The Court opined on the fate of a “representative” PAGA claim that has been severed from the arbitrable “individual” PAGA claim.  Because a plaintiff’s standing is attached to their “individual” PAGA claim, and standing is required to maintain a “representative” PAGA claim, the Court held that the “representative” claim should be dismissed where the individual’s arbitration agreement prohibits his “individual” PAGA claims from being litigated in court.  To reach this conclusion, the Court relied on the PAGA’s standing requirement, which it interpreted as requiring the PAGA plaintiff’s “individual” PAGA claim.

California lawmakers are likely putting pen to paper now, seeking to modify the PAGA’s standing requirement to allow PAGA plaintiffs to separately maintain their individual and representative PAGA claims, or to provide for a stay of the representative PAGA claim pending the outcome of arbitration on the individual claim. 

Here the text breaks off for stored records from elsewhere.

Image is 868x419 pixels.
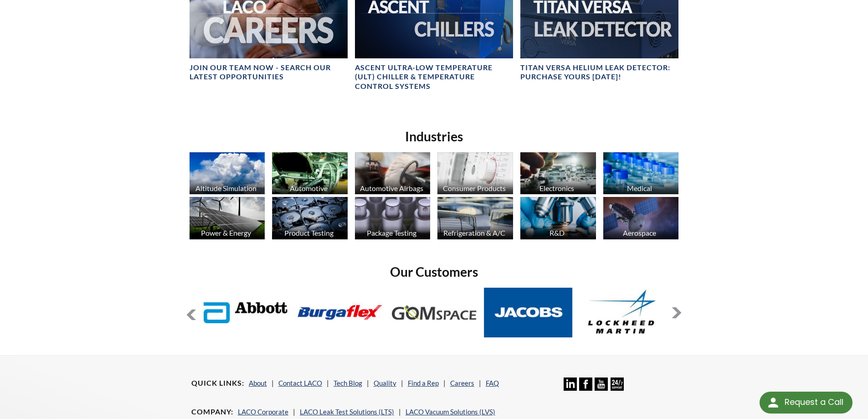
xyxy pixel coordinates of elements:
img: industry_Automotive_670x376.jpg [272,152,348,194]
h2: Industries [186,128,682,145]
div: Automotive Airbags [354,183,430,192]
a: R&D [520,197,596,241]
a: Consumer Products [438,152,513,197]
img: Lockheed-Martin.jpg [578,287,667,337]
div: Altitude Simulation [188,183,264,192]
a: Automotive Airbags [355,152,430,197]
div: Automotive [270,183,347,192]
a: Careers [450,379,474,387]
img: industry_HVAC_670x376.jpg [438,197,513,240]
a: LACO Leak Test Solutions (LTS) [300,407,394,416]
img: Jacobs.jpg [484,287,572,337]
a: Package Testing [355,197,430,241]
a: Tech Blog [334,379,362,387]
img: industry_Auto-Airbag_670x376.jpg [355,152,430,194]
h4: TITAN VERSA Helium Leak Detector: Purchase Yours [DATE]! [520,63,678,82]
img: industry_AltitudeSim_670x376.jpg [190,152,265,194]
img: industry_Medical_670x376.jpg [603,152,679,194]
a: Find a Rep [408,379,439,387]
div: Request a Call [785,391,843,413]
img: Abbott-Labs.jpg [201,287,290,337]
a: Aerospace [603,197,679,241]
div: Power & Energy [188,229,264,237]
a: LACO Vacuum Solutions (LVS) [405,407,495,416]
a: About [248,379,267,387]
img: Burgaflex.jpg [296,287,385,337]
h4: Company [191,407,233,416]
h2: Our Customers [186,263,682,280]
div: Package Testing [354,229,430,237]
h4: Join our team now - SEARCH OUR LATEST OPPORTUNITIES [190,63,348,82]
img: Artboard_1.jpg [603,197,679,240]
div: Aerospace [602,229,678,237]
div: Refrigeration & A/C [436,229,512,237]
img: industry_Power-2_670x376.jpg [190,197,265,240]
img: 24/7 Support Icon [611,378,623,391]
div: Medical [602,183,678,192]
img: industry_Package_670x376.jpg [355,197,430,240]
a: Refrigeration & A/C [438,197,513,241]
a: LACO Corporate [238,407,288,416]
div: Electronics [519,183,595,192]
a: FAQ [486,379,499,387]
a: Contact LACO [278,379,322,387]
a: Altitude Simulation [190,152,265,197]
h4: Ascent Ultra-Low Temperature (ULT) Chiller & Temperature Control Systems [355,63,513,91]
a: Electronics [520,152,596,197]
img: industry_Consumer_670x376.jpg [438,152,513,194]
a: Quality [374,379,396,387]
div: Product Testing [270,229,347,237]
a: Power & Energy [190,197,265,241]
div: R&D [519,229,595,237]
h4: Quick Links [191,378,244,388]
img: industry_Electronics_670x376.jpg [520,152,596,194]
a: Medical [603,152,679,197]
div: Request a Call [760,391,853,413]
img: industry_R_D_670x376.jpg [520,197,596,240]
a: Product Testing [272,197,348,241]
img: round button [766,395,780,410]
a: Automotive [272,152,348,197]
a: 24/7 Support [611,383,623,392]
img: GOM-Space.jpg [390,287,478,337]
div: Consumer Products [436,183,512,192]
img: industry_ProductTesting_670x376.jpg [272,197,348,240]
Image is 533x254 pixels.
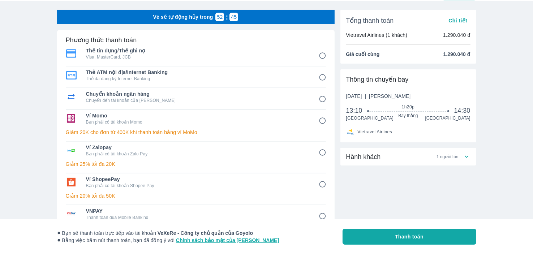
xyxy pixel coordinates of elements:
p: Giảm 20K cho đơn từ 400K khi thanh toán bằng ví MoMo [66,129,326,136]
span: Bạn sẽ thanh toán trực tiếp vào tài khoản [57,230,279,237]
img: Thẻ tín dụng/Thẻ ghi nợ [66,49,77,58]
span: Thanh toán [395,233,424,240]
span: Chi tiết [449,18,468,24]
span: Hành khách [346,153,381,161]
p: : [224,13,230,21]
span: Ví Zalopay [86,144,309,151]
p: Giảm 20% tối đa 50K [66,192,326,200]
div: Ví ShopeePayVí ShopeePayBạn phải có tài khoản Shopee Pay [66,174,326,191]
p: Chuyển đến tài khoản của [PERSON_NAME] [86,98,309,103]
span: [DATE] [346,93,411,100]
p: Vietravel Airlines (1 khách) [346,31,408,39]
p: Bạn phải có tài khoản Momo [86,119,309,125]
div: Chuyển khoản ngân hàngChuyển khoản ngân hàngChuyển đến tài khoản của [PERSON_NAME] [66,88,326,106]
p: Bạn phải có tài khoản Zalo Pay [86,151,309,157]
h6: Phương thức thanh toán [66,36,137,44]
img: Ví Zalopay [66,146,77,155]
p: Bạn phải có tài khoản Shopee Pay [86,183,309,189]
img: Ví Momo [66,114,77,123]
span: Ví Momo [86,112,309,119]
span: Tổng thanh toán [346,16,394,25]
span: Thẻ ATM nội địa/Internet Banking [86,69,309,76]
span: 1 người lớn [437,154,459,160]
span: [PERSON_NAME] [369,93,411,99]
span: Bay thẳng [368,113,448,119]
span: Ví ShopeePay [86,176,309,183]
p: Giảm 25% tối đa 20K [66,161,326,168]
div: Ví ZalopayVí ZalopayBạn phải có tài khoản Zalo Pay [66,142,326,159]
span: VNPAY [86,208,309,215]
div: VNPAYVNPAYThanh toán qua Mobile Banking [66,205,326,223]
p: 52 [217,13,223,21]
p: Vé sẽ tự động hủy trong [153,13,213,21]
p: Visa, MasterCard, JCB [86,54,309,60]
span: 1.290.040 đ [444,51,471,58]
div: Thẻ ATM nội địa/Internet BankingThẻ ATM nội địa/Internet BankingThẻ đã đăng ký Internet Banking [66,67,326,84]
img: Chuyển khoản ngân hàng [66,93,77,101]
a: Chính sách bảo mật của [PERSON_NAME] [176,238,279,243]
p: Thanh toán qua Mobile Banking [86,215,309,221]
span: 1h20p [368,104,448,110]
p: 45 [231,13,237,21]
div: Ví MomoVí MomoBạn phải có tài khoản Momo [66,110,326,127]
span: Bằng việc bấm nút thanh toán, bạn đã đồng ý với [57,237,279,244]
button: Thanh toán [343,229,477,245]
img: Ví ShopeePay [66,178,77,187]
span: Thẻ tín dụng/Thẻ ghi nợ [86,47,309,54]
span: | [365,93,367,99]
span: 13:10 [346,106,369,115]
img: Thẻ ATM nội địa/Internet Banking [66,71,77,80]
div: Thông tin chuyến bay [346,75,471,84]
span: Chuyển khoản ngân hàng [86,90,309,98]
span: Vietravel Airlines [358,129,393,135]
p: 1.290.040 đ [443,31,471,39]
span: Giá cuối cùng [346,51,380,58]
p: Thẻ đã đăng ký Internet Banking [86,76,309,82]
strong: VeXeRe - Công ty chủ quản của Goyolo [158,230,253,236]
button: Chi tiết [446,16,470,26]
div: Hành khách1 người lớn [341,148,477,166]
img: VNPAY [66,210,77,218]
span: 14:30 [454,106,470,115]
div: Thẻ tín dụng/Thẻ ghi nợThẻ tín dụng/Thẻ ghi nợVisa, MasterCard, JCB [66,45,326,62]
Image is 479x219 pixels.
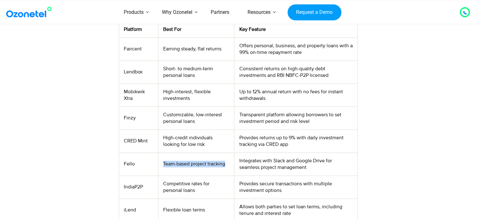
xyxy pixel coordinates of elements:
a: Partners [201,1,238,24]
td: Competitive rates for personal loans [158,175,234,198]
td: Up to 12% annual return with no fees for instant withdrawals [234,83,357,106]
td: Consistent returns on high-quality debt investments and RBI NBFC-P2P licensed [234,60,357,83]
a: Request a Demo [287,4,341,20]
td: Customizable, low-interest personal loans [158,106,234,129]
td: IndiaP2P [119,175,158,198]
a: Why Ozonetel [153,1,201,24]
th: Key Feature [234,21,357,37]
a: Products [115,1,153,24]
td: Provides returns up to 9% with daily investment tracking via CRED app [234,129,357,152]
td: Finzy [119,106,158,129]
td: Mobikwik Xtra [119,83,158,106]
td: Earning steady, flat returns [158,37,234,60]
td: Short- to medium-term personal loans [158,60,234,83]
td: Provides secure transactions with multiple investment options [234,175,357,198]
a: Resources [238,1,279,24]
td: CRED Mint [119,129,158,152]
td: Fello [119,152,158,175]
td: High-credit individuals looking for low risk [158,129,234,152]
th: Platform [119,21,158,37]
td: Faircent [119,37,158,60]
td: Integrates with Slack and Google Drive for seamless project management [234,152,357,175]
td: Lendbox [119,60,158,83]
td: Transparent platform allowing borrowers to set investment period and risk level [234,106,357,129]
td: Team-based project tracking [158,152,234,175]
td: Offers personal, business, and property loans with a 99% on-time repayment rate [234,37,357,60]
td: High-interest, flexible investments [158,83,234,106]
th: Best For [158,21,234,37]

In the meantime, employers should consider the defensive measures created by Viking River:

  1. Enforcing Arbitration Agreements in Existing Cases:  First and foremost, employers with pending PAGA actions should consider moving to compel arbitration under Viking River if the parties have an arbitration agreement. 
  2. Updating/Implementing Arbitration Agreements:  Employers should consider modifying existing arbitration agreements or implementing agreements to dampen the threat of PAGA litigation in California.  But monitor developments in US Chamber of Commerce v. Bonta before the Ninth Circuit, in which the fate of AB 51 - California’s law prohibiting some mandatory employment arbitration agreements -will be decided.
  3. Potential Removal:  Many practitioners have not yet realized that Viking River is likely to make removal of PAGA claims more common.  If the parties are diverse, employers now have a stronger argument supporting removal of a PAGA claim.  While the Ninth Circuit’s anti-aggregation rule will apply, Viking River makes clear that Plaintiff must separately establish an “individual” PAGA claim in order to maintain the “representative” claim.  Employers may argue that the attorney fees required to establish the individual claim (standing), in addition to the plaintiff’s portion of recoverable civil penalties, exceed the amount in controversy requirement.
  4. Venue Transfer:  Employers dealing with forum-shopping PAGA plaintiffs now have a basis seeking to transfer venue, despite the California Court of Appeal decision in Crestwood v. Superior Court.  In that case, the court held PAGA plaintiffs may file suit in any county where a violation occurred.  The court applied the “unified, single state claim” characterization of a PAGA claim and reasoned that the state’s claim “arises” in any county where an alleged violation was committed.  That is no more.  In Viking River, the Court explained that the “relationship between the parties is a but-for cause of any legal controversy between the parties under PAGA, and ‘arising out of' language refers to a causal relationship.”  A PAGA cause of action arises where the PAGA plaintiff experienced the violations.
  5. Challenge Pleadings:  A “PAGA-only” lawsuit should largely now be a thing of the past.  Even if PAGA plaintiffs assert one case of action under PAGA, Courts must treat it as asserting separate Labor Code claims and hold plaintiffs accountable to basic pleading standards as to each underlying claim.  If a claim is devoid of any supporting factual allegation, consider a demurrer.

We will continue to monitor developments in this area, so make sure you are subscribed to our blog

DISCLAIMER: Because of the generality of this update, the information provided herein may not be applicable in all situations and should not be acted upon without specific legal advice based on particular situations.